Susan was quiet for a moment. He could picture her leaning against the kitchen counter in her tight jeans and oversized gray sweater, her long brown hair falling in a shiny swath over her shoulder. A cloud would have fallen over her large dark eyes and she would be frowning, two delicate lines etched into the perfect fair skin of her forehead. “You mean, this lady committed suicide right before your eyes?”

“I’m afraid so. Right before Mom’s eyes, anyhow. Mom was out on the edge of the bridge with her, trying to talk her out of jumping.”

There was one more beat of loaded silence from Susan’s end of the line. “What do you mean, out on the edge of the bridge?” she asked.

“Outside the guardrail.”

He heard a sound through the phone—a book being slammed onto a table, perhaps—before Susan spoke again. “God, why does she
do
things like that?” she asked, her voice rising. “Is she there? Can I talk to her?”

He glanced at Claire. “She’s a little upset right now, and—”

Claire shook her head and reached for the phone, the blanket falling from her shoulders to the chair. Reluctantly, Jon relinquished the receiver.

“Hi, honey,” Claire said cheerfully. Detective Patrick looked up from his desk at the transformation in her voice. “We’re fine…Hmm?” She frowned at Jon as she listened to her daughter. “No, Susan, I don’t think I can save the world,” she said, “I just thought I might be able to help one person.” She nodded. “Yes, I know. And I’m so sorry we won’t get to see you tonight. I’m going to put Dad on again, okay?”

He took the phone back and immediately heard a volley of chatter from Claire’s teeth, as though they were making up for the minute and a half they’d had to be still while talking with Susan.

“Susie?” he said into the phone.

“She could have gotten herself killed.” There was a small break in Susan’s voice, and Jon heard the love behind her words. He ached to see his daughter, to hug her, before she took off for school again.

“Mom’s okay,” he said. With a little surge of joy, he thought of the snow. Susan wouldn’t be able to drive back to school until the roads were clear. “I guess we’ll still get to see you tomorrow,” he added. “You can’t drive to school in this weather.”

“Yes, I can. Or at least, I’ve got a ride. I’ll have to come back in a few weeks for my car, though.”

“Who are you riding with?”

“There’s this guy here who has some kind of four-wheel-drive wagon. He’s taking a bunch of us down.”

Jon winced at the thought. “Well, tell him to drive carefully, all right?”

She let out one of her exasperated sighs. “Right.”

“I love you.”

“Okay. You drive carefully, too.”

He hung up the phone, setting it back on the desk, and Claire let out a sigh of her own. “I’m going to the rest room,” she said. She stood up, pulling the blanket once more around her shoulders.
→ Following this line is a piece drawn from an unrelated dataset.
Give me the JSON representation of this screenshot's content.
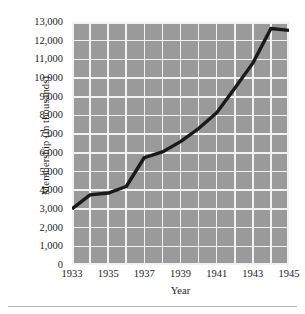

After she had left the room, Detective Patrick raised his eyes to Jon’s. “Do you mind a personal question?” he asked.

Jon shook his head.

The older man looked down at his desk, rubbing a hand over his jowly chin. “Well, I’m asking this because my nephew just got a back injury.” He lifted his eyes to Jon’s. “A spinal cord injury, they call it.”

Jon nodded again.

“And, you know, you see people in wheelchairs and you don’t think about it much until it happens close to you, and now it looks like he’s going to be paralyzed and…well, do you mind if I ask what happened to you?”